A formal pre-litigation procedure governing how disrepair claims are run before issuing court proceedings. Failure to follow it can lead to costs sanctions. The Protocol prescribes the Letter of Claim contents, response timescales, expert reporting, and joint-expert appointment where appropriate.
What statutory hooks are captured?
Three primary covenants: Section 11 Landlord and Tenant Act 1985 (structural and exterior, water/gas/electric, sanitary, heating); Homes (Fitness for Human Habitation) Act 2018 (extends fitness obligations across the tenancy); and Defective Premises Act 1972 s.4 (duty of care to anyone reasonably affected). Each item is attributed to the correct statutory hook.
How does it relate to HHSRS?
Each disrepair item can cross-reference the HHSRS hazard category it engages (e.g. damp & mould = Hazard 1, excess cold = Hazard 2).
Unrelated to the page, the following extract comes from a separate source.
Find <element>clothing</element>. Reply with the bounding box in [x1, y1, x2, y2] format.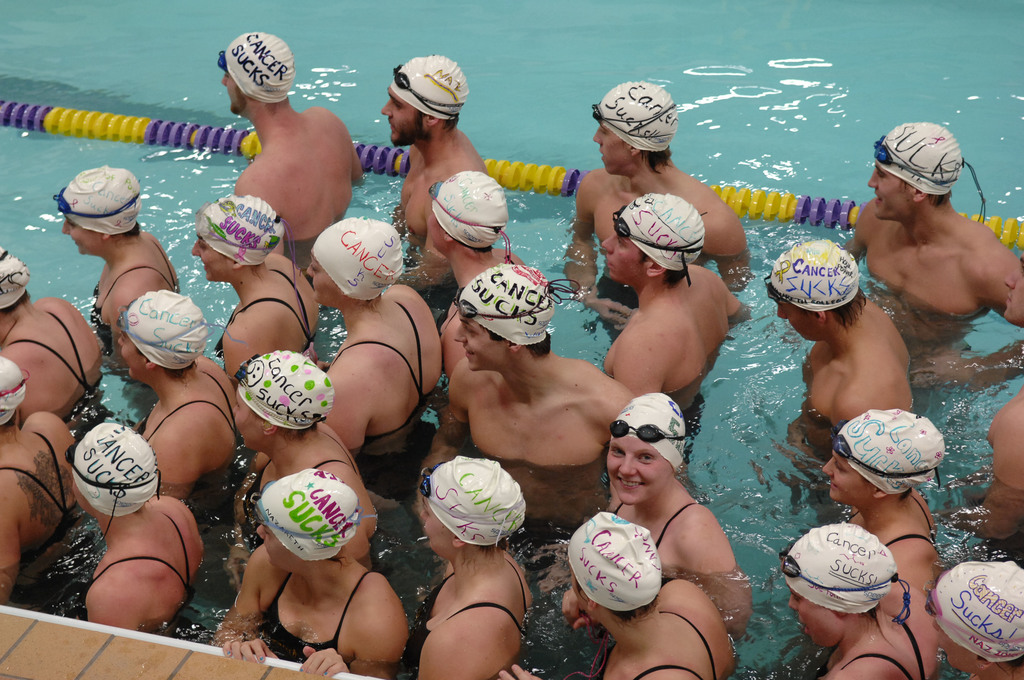
[213, 264, 310, 380].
For a full HHSRS scoring under the Housing Act 2004, see the dedicated HHSRS Assessment template.
Can both tenant and landlord-instructed experts use this template?
Yes. The instructing-party field at the top determines perspective. The same template handles tenant Letter-of-Claim reports, landlord Letter-of-Response reports, and (with the joint-expert flag set) single-joint-expert reports.
Does AI propose statutory hooks or costed remedies?
No. Both are strictly expert-only. AI drafts the descriptive narrative for each item (defect, location, environment, occupant impact) from your on-site notes. The statutory hook attribution and the costed remedy carry expert-witness liability under CPR Part 35 and stay with the named expert.
Is the AI compliant with the RICS 2026 AI Standard?
Yes. SurveyorSuite is designed around the RICS Professional Standard Responsible use of artificial intelligence in surveying practice (in force from 9 March 2026). Every AI-assisted housing disrepair report carries an AI disclosure block in Section G (text generation / photo analysis / research) with a confirmation field the named expert signs before export, plus an audit-trail timestamp on every generation. Under s.4.2 the named expert remains the accountable professional — AI drafts, expert decides. See our full AI compliance position for the line-by-line breakdown.
What happens to my notes? Are they used to train AI models?
No. Inspection notes are sent to Anthropic's commercial API for drafting. Anthropic explicitly commits in their Commercial Terms of Service that customer inputs and outputs are not used to train their models. They retain API content for up to 30 days under their standard Trust & Safety policy, then delete it. SurveyorSuite never shares your content with any third party for marketing or model training. Given the sensitivity of disrepair work (vulnerable occupants, ongoing litigation), avoid pasting tenant names, medical detail, or settlement figures into the site-notes input.

One subscription. 14 report types.

£35/month or £30/month annually. All templates, unlimited reports.